When the CIA's connections to the Paris Review and two dozen other magazines were revealed in 1966, the backlash was swift but uneven. Some publications crumbled, taking their editors down with them, while other publishers and writers emerged relatively unscathed, chalking it up to youthful indiscretion or else defending the CIA as a "nonviolent and honorable" force for good. But in an illuminating new book Finks: How the CIA Tricked the World's Best Writers, writer Joel Whitney debunks the myth of a once-moral intelligence agency, revealing an extensive list of writers involved in transforming America's image in countries we destabilized with coups, assassinations, and other all-American interventions.

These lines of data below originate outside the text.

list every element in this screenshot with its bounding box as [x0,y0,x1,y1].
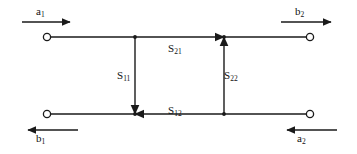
signal-flow-diagram: a1 b2 b1 a2 S21 S11 S22 S12 [0,0,357,154]
label-s12-subscript: 12 [174,109,182,118]
label-s22: S22 [224,70,238,81]
label-a2: a2 [297,133,306,144]
label-s11-subscript: 11 [123,74,130,83]
label-a2-subscript: 2 [302,137,306,146]
node-a2 [306,110,313,117]
diagram-canvas [0,0,357,154]
label-b1: b1 [36,133,45,144]
label-b2-subscript: 2 [301,10,305,19]
label-b1-symbol: b [36,132,42,144]
junction-top-right [222,35,226,39]
junction-top-left [133,35,137,39]
label-s21: S21 [168,43,182,54]
label-b1-subscript: 1 [42,137,46,146]
junction-bottom-right [222,112,226,116]
label-s21-subscript: 21 [174,47,182,56]
label-s22-subscript: 22 [230,74,238,83]
node-b1 [43,110,50,117]
label-s11: S11 [117,70,130,81]
label-b2: b2 [295,6,304,17]
junction-bottom-left [133,112,137,116]
node-b2 [306,33,313,40]
label-a1: a1 [36,6,45,17]
node-a1 [43,33,50,40]
label-b2-symbol: b [295,5,301,17]
label-s12: S12 [168,105,182,116]
label-a1-subscript: 1 [41,10,45,19]
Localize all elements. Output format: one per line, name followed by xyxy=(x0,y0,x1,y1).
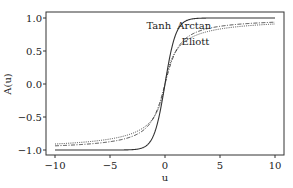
x-axis-label: u xyxy=(162,172,169,183)
y-tick-label: 1.0 xyxy=(26,13,42,24)
chart: −10−50510 −1.0−0.50.00.51.0 u A(u) TanhA… xyxy=(0,0,293,188)
y-tick-label: −0.5 xyxy=(18,112,42,123)
x-axis-ticks: −10−50510 xyxy=(44,155,281,171)
annotation-eliott: Eliott xyxy=(182,36,210,47)
y-tick-label: 0.0 xyxy=(26,79,42,90)
plot-area xyxy=(55,18,275,150)
series-eliott-line xyxy=(55,24,275,144)
y-tick-label: −1.0 xyxy=(18,145,42,156)
y-tick-label: 0.5 xyxy=(26,46,42,57)
y-axis-label: A(u) xyxy=(2,73,13,96)
x-tick-label: 5 xyxy=(217,160,223,171)
x-tick-label: 0 xyxy=(162,160,168,171)
x-tick-label: 10 xyxy=(269,160,282,171)
y-axis-ticks: −1.0−0.50.00.51.0 xyxy=(18,13,46,156)
x-tick-label: −5 xyxy=(103,160,118,171)
annotation-tanh: Tanh xyxy=(146,20,171,31)
annotation-arctan: Arctan xyxy=(176,20,212,31)
x-tick-label: −10 xyxy=(44,160,65,171)
curve-annotations: TanhArctanEliott xyxy=(146,20,211,47)
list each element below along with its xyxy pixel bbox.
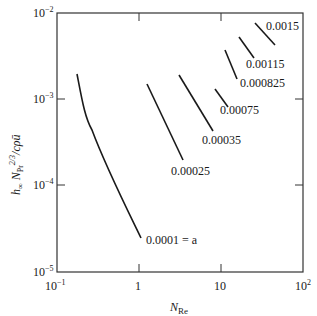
label-a: 0.0001 = a xyxy=(146,233,198,247)
curve-0.000825 xyxy=(225,50,237,79)
svg-text:h∞ NPr2/3/cρū: h∞ NPr2/3/cρū xyxy=(8,135,25,196)
label-0.0015: 0.0015 xyxy=(266,19,299,33)
x-tick-label-1e-1: 10−1 xyxy=(45,278,66,293)
y-tick-label-1e-2: 10−2 xyxy=(33,5,54,20)
x-tick-label-1: 1 xyxy=(135,279,141,293)
label-0.00115: 0.00115 xyxy=(246,57,285,71)
y-tick-label-1e-3: 10−3 xyxy=(33,91,54,106)
curve-0.00025 xyxy=(147,84,183,160)
x-tick-label-1e2: 102 xyxy=(295,278,311,293)
curve-0.00035 xyxy=(179,75,213,131)
label-0.00075: 0.00075 xyxy=(220,103,259,117)
chart: 10−2 10−3 10−4 10−5 10−1 1 10 102 NRe h∞… xyxy=(0,0,317,316)
x-tick-label-10: 10 xyxy=(214,279,226,293)
y-tick-label-1e-4: 10−4 xyxy=(33,177,54,192)
curve-a-0.0001 xyxy=(77,74,141,238)
y-axis-title: h∞ NPr2/3/cρū xyxy=(8,135,25,196)
label-0.00035: 0.00035 xyxy=(202,133,241,147)
label-0.00025: 0.00025 xyxy=(171,164,210,178)
curve-0.00115 xyxy=(239,37,254,58)
label-0.000825: 0.000825 xyxy=(240,76,285,90)
x-axis-title: NRe xyxy=(169,300,188,316)
y-tick-label-1e-5: 10−5 xyxy=(33,264,54,279)
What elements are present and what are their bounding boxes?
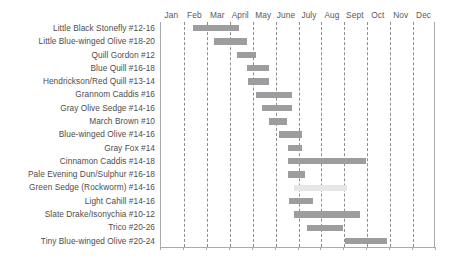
hatch-bar: [248, 78, 269, 84]
species-label: Little Blue-winged Olive #18-20: [0, 35, 158, 48]
hatch-row: [161, 22, 434, 35]
hatch-bar: [288, 158, 366, 164]
hatch-row: [161, 195, 434, 208]
hatch-bar: [288, 145, 302, 151]
hatch-bar: [289, 198, 313, 204]
hatch-row: [161, 62, 434, 75]
species-label: Quill Gordon #12: [0, 49, 158, 62]
hatch-row: [161, 115, 434, 128]
hatch-bar: [345, 238, 386, 244]
hatch-bar: [288, 171, 305, 177]
hatch-bar: [307, 225, 344, 231]
species-label: Blue-winged Olive #14-16: [0, 128, 158, 141]
hatch-bar: [269, 118, 287, 124]
axis-tick: [343, 247, 344, 250]
month-header-sept: Sept: [343, 9, 366, 22]
species-label: Cinnamon Caddis #14-18: [0, 155, 158, 168]
axis-tick: [298, 247, 299, 250]
month-header-mar: Mar: [206, 9, 229, 22]
hatch-row: [161, 235, 434, 248]
axis-tick: [183, 247, 184, 250]
axis-tick: [389, 247, 390, 250]
axis-tick: [275, 247, 276, 250]
species-label: March Brown #10: [0, 115, 158, 128]
hatch-bar: [247, 65, 269, 71]
species-label: Trico #20-26: [0, 221, 158, 234]
month-header-oct: Oct: [366, 9, 389, 22]
month-header-jan: Jan: [160, 9, 183, 22]
species-label: Green Sedge (Rockworm) #14-16: [0, 181, 158, 194]
month-header-may: May: [252, 9, 275, 22]
species-label: Grannom Caddis #16: [0, 88, 158, 101]
hatch-row: [161, 221, 434, 234]
hatch-row: [161, 142, 434, 155]
species-label: Little Black Stonefly #12-16: [0, 22, 158, 35]
month-header-nov: Nov: [389, 9, 412, 22]
species-label: Hendrickson/Red Quill #13-14: [0, 75, 158, 88]
hatch-row: [161, 155, 434, 168]
month-header-feb: Feb: [183, 9, 206, 22]
month-header-aug: Aug: [320, 9, 343, 22]
hatch-row: [161, 35, 434, 48]
species-label: Tiny Blue-winged Olive #20-24: [0, 235, 158, 248]
hatch-bar: [193, 25, 239, 31]
axis-tick: [229, 247, 230, 250]
hatch-bar: [237, 52, 256, 58]
hatch-row: [161, 75, 434, 88]
axis-tick: [320, 247, 321, 250]
hatch-row: [161, 128, 434, 141]
axis-tick: [435, 247, 436, 250]
chart-plot-area: [160, 22, 435, 248]
hatch-bar: [294, 185, 347, 191]
month-header-dec: Dec: [412, 9, 435, 22]
axis-tick: [366, 247, 367, 250]
species-label: Slate Drake/Isonychia #10-12: [0, 208, 158, 221]
species-label: Blue Quill #16-18: [0, 62, 158, 75]
hatch-chart: JanFebMarAprilMayJuneJulyAugSeptOctNovDe…: [0, 0, 462, 265]
month-axis-header: JanFebMarAprilMayJuneJulyAugSeptOctNovDe…: [160, 9, 435, 22]
axis-tick: [160, 247, 161, 250]
month-header-april: April: [229, 9, 252, 22]
hatch-row: [161, 49, 434, 62]
hatch-row: [161, 182, 434, 195]
hatch-bar: [256, 92, 292, 98]
axis-tick: [206, 247, 207, 250]
hatch-bar: [214, 38, 247, 44]
species-label: Gray Fox #14: [0, 142, 158, 155]
species-label: Pale Evening Dun/Sulphur #16-18: [0, 168, 158, 181]
species-label: Light Cahill #14-16: [0, 195, 158, 208]
species-label-column: Little Black Stonefly #12-16Little Blue-…: [0, 22, 158, 248]
month-header-july: July: [298, 9, 321, 22]
hatch-bar: [262, 105, 292, 111]
hatch-row: [161, 88, 434, 101]
species-label: Gray Olive Sedge #14-16: [0, 102, 158, 115]
hatch-row: [161, 208, 434, 221]
hatch-row: [161, 168, 434, 181]
axis-baseline-ticks: [160, 247, 435, 252]
axis-tick: [252, 247, 253, 250]
month-header-june: June: [275, 9, 298, 22]
hatch-row: [161, 102, 434, 115]
hatch-bar: [279, 131, 302, 137]
axis-tick: [412, 247, 413, 250]
hatch-bar: [294, 211, 360, 217]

The CIA developed several guises to throw money at young, burgeoning writers, creating a cultural propaganda strategy with literary outposts around the world, from Lebanon to Uganda, India to Latin America. The same agency that occasionally undermined democracies for the sake of fighting Communism also launched the Congress for Cultural Freedoms (CCF). The CCF built editorial strategies for each of these literary outposts, allowing them to control the conversation in countries where readers might otherwise resist the American perspective. The Paris Review, whose co-founder Peter Matthiessen was a CIA agent, would sell its commissioned interviews to the magazine's counterparts in Germany, Japan, and elsewhere. Mundo Nuevo was created to offer a moderate-left perspective to earn trust among Latin American readers, effectively muting more radical perspectives during the Cuban Revolution. Sometimes the agency would provide editors with funding and content; other times it would work directly with writers to shape the discourse. Through these acts, the CCF weaponized the era's most progressive intellectuals as the American answer to the Soviet spin machine.

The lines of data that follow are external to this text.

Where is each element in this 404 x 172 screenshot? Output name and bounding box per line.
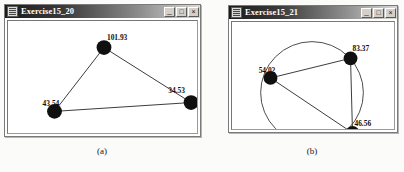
graph-node[interactable] [97, 40, 112, 55]
client-area-exercise15-20: 101.93 34.53 43.54 [7, 20, 198, 134]
minimize-button[interactable]: _ [361, 8, 372, 18]
window-title: Exercise15_21 [245, 6, 361, 19]
minimize-button[interactable]: _ [164, 7, 175, 17]
figure-caption-a: (a) [70, 146, 134, 156]
window-exercise15-20[interactable]: Exercise15_20 _ □ × [4, 4, 201, 137]
figure-page: Exercise15_20 _ □ × [0, 0, 404, 172]
graph-node-labels: 101.93 34.53 43.54 [43, 33, 186, 109]
graph-edge [351, 58, 353, 129]
graph-edges [55, 48, 192, 112]
maximize-button[interactable]: □ [176, 7, 187, 17]
graph-node[interactable] [184, 95, 197, 110]
figure-caption-b: (b) [280, 146, 344, 156]
node-weight-label: 101.93 [107, 33, 128, 42]
triangle-graph-canvas: 101.93 34.53 43.54 [8, 21, 197, 133]
client-area-exercise15-21: 83.37 54.02 46.56 [231, 21, 395, 130]
node-weight-label: 43.54 [43, 99, 60, 108]
graph-edge [55, 103, 192, 112]
graph-edges [271, 58, 353, 129]
node-weight-label: 46.56 [354, 119, 371, 128]
node-weight-label: 54.02 [259, 66, 276, 75]
graph-edge [271, 78, 353, 129]
close-button[interactable]: × [385, 8, 396, 18]
titlebar-exercise15-21[interactable]: Exercise15_21 _ □ × [229, 6, 397, 19]
app-window-icon [231, 7, 242, 18]
circle-graph-canvas: 83.37 54.02 46.56 [232, 22, 394, 129]
node-weight-label: 83.37 [353, 44, 370, 53]
window-controls: _ □ × [361, 8, 396, 18]
node-weight-label: 34.53 [168, 86, 185, 95]
graph-node[interactable] [344, 51, 358, 65]
graph-edge [271, 58, 351, 78]
graph-edge [55, 48, 104, 112]
window-exercise15-21[interactable]: Exercise15_21 _ □ × [228, 5, 398, 133]
window-title: Exercise15_20 [21, 5, 164, 18]
maximize-button[interactable]: □ [373, 8, 384, 18]
close-button[interactable]: × [188, 7, 199, 17]
window-controls: _ □ × [164, 7, 199, 17]
titlebar-exercise15-20[interactable]: Exercise15_20 _ □ × [5, 5, 200, 18]
graph-nodes [264, 51, 360, 129]
app-window-icon [7, 6, 18, 17]
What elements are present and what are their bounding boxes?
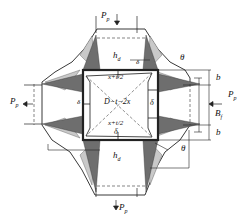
- theta-label-top: θ: [180, 53, 184, 62]
- load-label-right: Pp: [228, 90, 237, 101]
- load-label-top: Pp: [101, 11, 110, 22]
- delta-label-bottom: δ: [114, 128, 118, 136]
- x-t2-label-bottom: x+t/2: [108, 120, 123, 127]
- bf-label: Bf: [215, 109, 222, 120]
- h-label-bottom: hd: [113, 151, 121, 162]
- load-label-bottom: Pp: [119, 203, 128, 214]
- delta-label-left: δ: [77, 99, 80, 106]
- center-label: D−t−2x: [104, 98, 130, 106]
- h-label-top: hd: [113, 51, 121, 62]
- delta-label-top: δ: [136, 59, 139, 66]
- load-label-left: Pp: [10, 97, 19, 108]
- delta-label-right: δ: [150, 99, 154, 107]
- deformation-diagram: [0, 0, 245, 223]
- theta-label-bottom: θ: [181, 144, 185, 153]
- b-label-bottom: b: [216, 128, 221, 137]
- b-label-top: b: [216, 73, 221, 82]
- x-t2-label-top: x+t/2: [108, 74, 123, 81]
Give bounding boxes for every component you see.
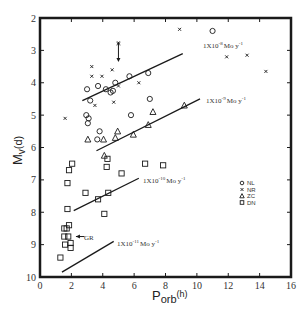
plot-border bbox=[40, 18, 291, 277]
x-marker bbox=[93, 104, 96, 107]
legend-label-dn: DN bbox=[247, 200, 256, 206]
triangle-marker bbox=[115, 128, 121, 134]
gr-label: GR bbox=[84, 234, 94, 242]
circle-marker bbox=[128, 113, 133, 118]
square-marker bbox=[58, 255, 63, 260]
x-marker bbox=[264, 70, 267, 73]
y-tick-label: 7 bbox=[31, 174, 36, 185]
y-tick-label: 2 bbox=[31, 13, 36, 24]
legend-label-nr: NR bbox=[247, 187, 256, 193]
scatter-chart: 02468101214162345678910 NLNRZCDN Porb(h)… bbox=[0, 0, 307, 313]
x-marker bbox=[64, 117, 67, 120]
square-marker bbox=[161, 163, 166, 168]
square-marker bbox=[62, 234, 67, 239]
circle-marker bbox=[95, 137, 100, 142]
x-marker bbox=[246, 54, 249, 57]
circle-marker bbox=[95, 83, 100, 88]
accretion-rate-line bbox=[82, 54, 182, 101]
triangle-marker bbox=[112, 135, 118, 141]
x-tick-label: 12 bbox=[223, 280, 233, 291]
square-marker bbox=[83, 190, 88, 195]
square-marker bbox=[66, 168, 71, 173]
square-marker bbox=[70, 161, 75, 166]
circle-marker bbox=[97, 129, 102, 134]
x-marker bbox=[225, 55, 228, 58]
circle-marker bbox=[84, 87, 89, 92]
square-marker bbox=[65, 181, 70, 186]
square-marker bbox=[119, 171, 124, 176]
rate-label-1e-8: 1X10-8Mo y-1 bbox=[203, 41, 243, 50]
triangle-marker bbox=[101, 152, 107, 158]
y-tick-label: 5 bbox=[31, 110, 36, 121]
y-tick-label: 10 bbox=[26, 272, 36, 283]
axis-ticks: 02468101214162345678910 bbox=[26, 13, 296, 292]
x-marker bbox=[90, 65, 93, 68]
x-marker bbox=[100, 75, 103, 78]
x-marker bbox=[178, 28, 181, 31]
x-marker bbox=[117, 84, 120, 87]
accretion-rate-line bbox=[74, 178, 139, 210]
circle-marker bbox=[88, 98, 93, 103]
rate-label-1e-11: 1X10-11Mo y-1 bbox=[117, 239, 160, 248]
y-tick-label: 4 bbox=[31, 77, 36, 88]
x-marker bbox=[137, 81, 140, 84]
x-tick-label: 2 bbox=[69, 280, 74, 291]
circle-marker bbox=[240, 181, 244, 185]
x-tick-label: 14 bbox=[255, 280, 265, 291]
x-marker bbox=[90, 75, 93, 78]
y-tick-label: 6 bbox=[31, 142, 36, 153]
square-marker bbox=[143, 161, 148, 166]
down-arrowhead bbox=[116, 58, 120, 62]
x-tick-label: 8 bbox=[163, 280, 168, 291]
square-marker bbox=[65, 206, 70, 211]
x-tick-label: 10 bbox=[192, 280, 202, 291]
square-marker bbox=[66, 234, 71, 239]
square-marker bbox=[63, 242, 68, 247]
square-marker bbox=[104, 164, 109, 169]
x-marker bbox=[241, 188, 244, 191]
x-tick-label: 6 bbox=[132, 280, 137, 291]
circle-marker bbox=[146, 70, 151, 75]
x-tick-label: 16 bbox=[286, 280, 296, 291]
x-marker bbox=[111, 68, 114, 71]
accretion-rate-line bbox=[96, 99, 200, 151]
square-marker bbox=[240, 201, 244, 205]
x-axis-title: Porb(h) bbox=[152, 288, 188, 305]
square-marker bbox=[102, 211, 107, 216]
legend: NLNRZCDN bbox=[240, 180, 257, 206]
circle-marker bbox=[210, 28, 215, 33]
y-tick-label: 8 bbox=[31, 207, 36, 218]
rate-label-1e-9: 1X10-9Mo y-1 bbox=[206, 96, 246, 105]
triangle-marker bbox=[85, 136, 91, 142]
triangle-marker bbox=[130, 131, 136, 137]
y-tick-label: 9 bbox=[31, 239, 36, 250]
circle-marker bbox=[147, 96, 152, 101]
legend-label-nl: NL bbox=[247, 180, 255, 186]
triangle-marker bbox=[240, 194, 244, 198]
rate-label-1e-10: 1X10-10Mo y-1 bbox=[143, 176, 186, 185]
y-axis-title: Mv(d) bbox=[10, 136, 27, 165]
y-tick-label: 3 bbox=[31, 45, 36, 56]
circle-marker bbox=[85, 121, 90, 126]
triangle-marker bbox=[150, 109, 156, 115]
gr-arrowhead bbox=[76, 235, 80, 239]
triangle-marker bbox=[101, 136, 107, 142]
x-tick-label: 4 bbox=[100, 280, 105, 291]
plot-frame bbox=[40, 18, 291, 277]
square-marker bbox=[105, 156, 110, 161]
legend-label-zc: ZC bbox=[247, 193, 256, 199]
x-tick-label: 0 bbox=[38, 280, 43, 291]
x-marker bbox=[112, 101, 115, 104]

While the CIA's involvement in anti-Communist propaganda has been long known, the extent of its influence—particularly in the early careers of the left's most beloved writers—is shocking. Whitney, the co-founder and editor at large of the literary magazine Guernica, spent four years digging through archives, yielding an exhaustive list—James Baldwin, Gabriel García Márquez, Richard Wright, and Ernest Hemingway all served varying levels of utility to Uncle Sam. (Not that the CIA's interest were only in letters: Expressionists Jackson Pollock and Mark Rothko were also championed by arms of the agency.)

But don't let that ruin Love in the Time of Cholera. Whitney explains with methodical clarity how each writer became a tool for the CIA. This nuance not only salvages many of the classics from being junked as solely propaganda, but it serves as a cautionary tale for those trying to navigate today's "post-truth" media landscape. In an era where Facebook algorithms dictate the national discourse, even the most well-meaning journalist is prone to stories that distract on behalf of the US government.

"It was often a way to change the subject from the civil rights fight at home," Whitney said of the CIA's content strategy during the Cold War. We can easily draw parallels to today, where the nation's most dire issues are rarely our viral subjects. With Donald Trump's presidency just weeks away, Finks arrives at a crucial time, exposing the political machinery that can affect which stories are shared and which are silenced.